Sunday 22 April 2018

Never Better

In a couple of weeks I'll be going back to Dublin for some more of the fancy radiotherapy I had last year. 
(SABR is it's official title, I've learned, which means stereotactic ablative radiotherapy, but also has a pretty appropriate meaning in Arabic).

I have to go back because there are two small white bits on my CT scans in my right lung. They've been there a while, on three scans in a row. They're a little bit bigger now than they were four months ago. 5mm now instead of 4. Or something weenchy like that. 

They could be cancer. They could be snot. They could be little pieces of popcorn I inhaled while I snoozed on the couch. 

I have metastatic cancer, cancer that spreads. Once the cat is out of the bag, you can never get it back in again. Even if the cat is really good at hiding, you know it's out there somewhere. (Let's not even get Shrodinger-y about this; my brain might burst).

So when stuff pops up that "could be cancer", the wise money is on it, in fact, being cancer. Not snot. Or popcorn. 

I could takes my chances and stand firm on the snotcorn theory. I could have another few scans and see does it suddenly leap out of the picture hissing and spitting, saying "I AM cancer you dumbass, what did you think I was? A misplaced salty cinema snack??" 

But the Too-Lateness of that is a little bit offputting.

So I will set the GPS for Poshville again and go for a few sessions of very expensive snotcorn removal.  



Thursday 5 April 2018

No to No

I am anti-abortion.

I am pro-choice.  

For years, I have been able to have these thoughts, in my head, keeping them to myself, reasonably happy with how they felt. I never had to commit them to paper, or proclaim my opinions publicly. I never had to get off the fence. 

I have been broadly liberal, mostly tree-hugging, fairly non-discriminatory, largely into Equality and Diversity and Inclusion and all those lovely buzzwords which make me feel like a Good Person. 

I have been unshackled by religion and yet a staunch believer in morality and integrity, and lots of other "christian" ideals. 

But now it's time to pick the splinters out of my backside and jump off that fence. 

Ticking the NO box on the ballot paper would be easy. 
NO = I don't like killing babies.
NO = I think all women should love and cherish the life growing inside them.
NO = all life should be valued.
NO = abortion should never have to happen.
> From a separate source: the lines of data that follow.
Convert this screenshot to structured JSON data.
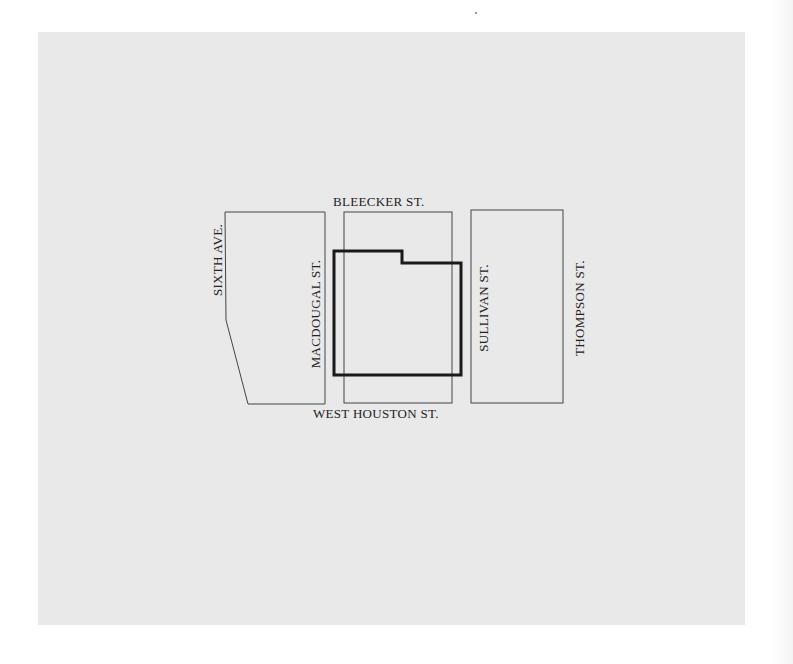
{
  "map": {
    "background_color": "#e9e9e9",
    "line_color": "#444444",
    "highlight_color": "#1a1a1a",
    "streets": {
      "north": "BLEECKER ST.",
      "south": "WEST HOUSTON ST.",
      "west_avenue": "SIXTH AVE.",
      "west_street": "MACDOUGAL ST.",
      "east_street": "SULLIVAN ST.",
      "far_east_street": "THOMPSON ST."
    },
    "blocks": [
      {
        "name": "west-block",
        "shape": "polygon with angled southwest corner"
      },
      {
        "name": "center-block",
        "shape": "rectangle"
      },
      {
        "name": "east-block",
        "shape": "rectangle"
      }
    ],
    "highlighted_site": {
      "shape": "notched outline",
      "style": "bold"
    }
  }
}
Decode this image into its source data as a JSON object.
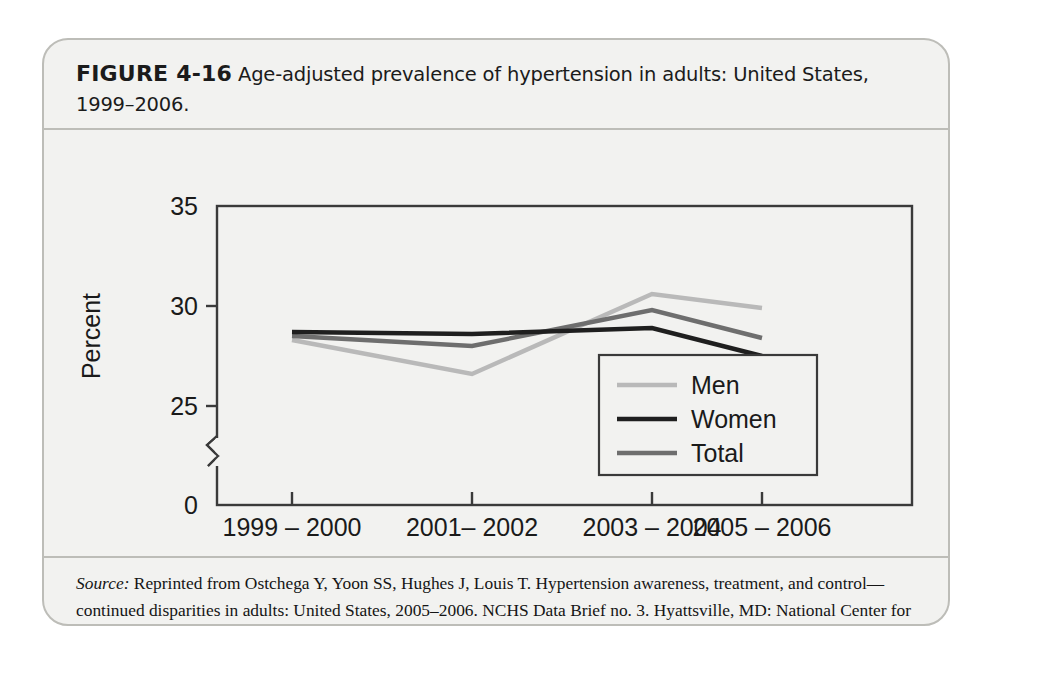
{
  "figure": {
    "label": "FIGURE 4-16",
    "caption": "Age-adjusted prevalence of hypertension in adults: United States, 1999–2006."
  },
  "source": {
    "label": "Source:",
    "text": " Reprinted from Ostchega Y, Yoon SS, Hughes J, Louis T. Hypertension awareness, treatment, and control—continued disparities in adults: United States, 2005–2006. NCHS Data Brief no. 3. Hyattsville, MD: National Center for Health Statistics; 2008:1."
  },
  "colors": {
    "men": "#b9b9b9",
    "women": "#1f1f1f",
    "total": "#6e6e6e",
    "axis": "#3a3a3a",
    "plot_bg": "#f2f2f0",
    "card_border": "#bdbdb8"
  },
  "chart_data": {
    "type": "line",
    "title": "",
    "xlabel": "",
    "ylabel": "Percent",
    "categories": [
      "1999 – 2000",
      "2001– 2002",
      "2003 – 2004",
      "2005 – 2006"
    ],
    "yticks": [
      0,
      25,
      30,
      35
    ],
    "ytick_labels": [
      "0",
      "25",
      "30",
      "35"
    ],
    "ylim": [
      0,
      35
    ],
    "y_axis_break": true,
    "y_axis_break_between": [
      0,
      25
    ],
    "grid": false,
    "legend_position": "lower right",
    "series": [
      {
        "name": "Men",
        "values": [
          28.3,
          26.6,
          30.6,
          29.9
        ]
      },
      {
        "name": "Women",
        "values": [
          28.7,
          28.6,
          28.9,
          27.5
        ]
      },
      {
        "name": "Total",
        "values": [
          28.5,
          28.0,
          29.8,
          28.4
        ]
      }
    ]
  }
}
But that's not what NO means. 
NO means all the same stuff still happens, in the same unsafe, demeaning, traumatic, shame-inducing way that it currently happens every day.
NO means that we continue to brush the uncomfortable thoughts under the carpet, and fool ourselves into thinking we are morally good and right for doing so.

In my lifetime I have held five two-lined peed-on pregnancy tests in my shaking hands. 
Only three of those potential lives came into the world. The other two were just as precious to me, but they simply didn't make it.

I could get pregnant now. I have functioning ovaries and a wonky-but-working womb. 

But I have been radiated upside-down and sideways for three and a half years. I'm pretty sure that's not doing my eggs any favours. And I will continue to be radiated for the rest of my life,  getting scanned every few months, getting superstrength zaps any time  any straggly cancer bits raise their ugly heads. If the cancery bits get very feisty they'll need a good dose of Toxic Waste chemo to beat them into submission. 

None of which is in the What to Expect guide to a successful and healthy pregnancy. 

What would I do? 
Would I suspend all treatment for my Should-Be-Dead-By-Now cancer, and try to nurture the potential life inside me? Knowing that both of us could end up in the morgue, leaving behind the three lives I have painstakingly brought this far? 
Or would I erase that potential life, with a reluctant and broken heart, to grasp at the fragile straw of saving my own skin? 

I don't want to have to think about it. I don't want to face up to the reality of that choice. I wish it would all go away.

Voting No doesn't make it all go away.

It just makes those decisions so much harder.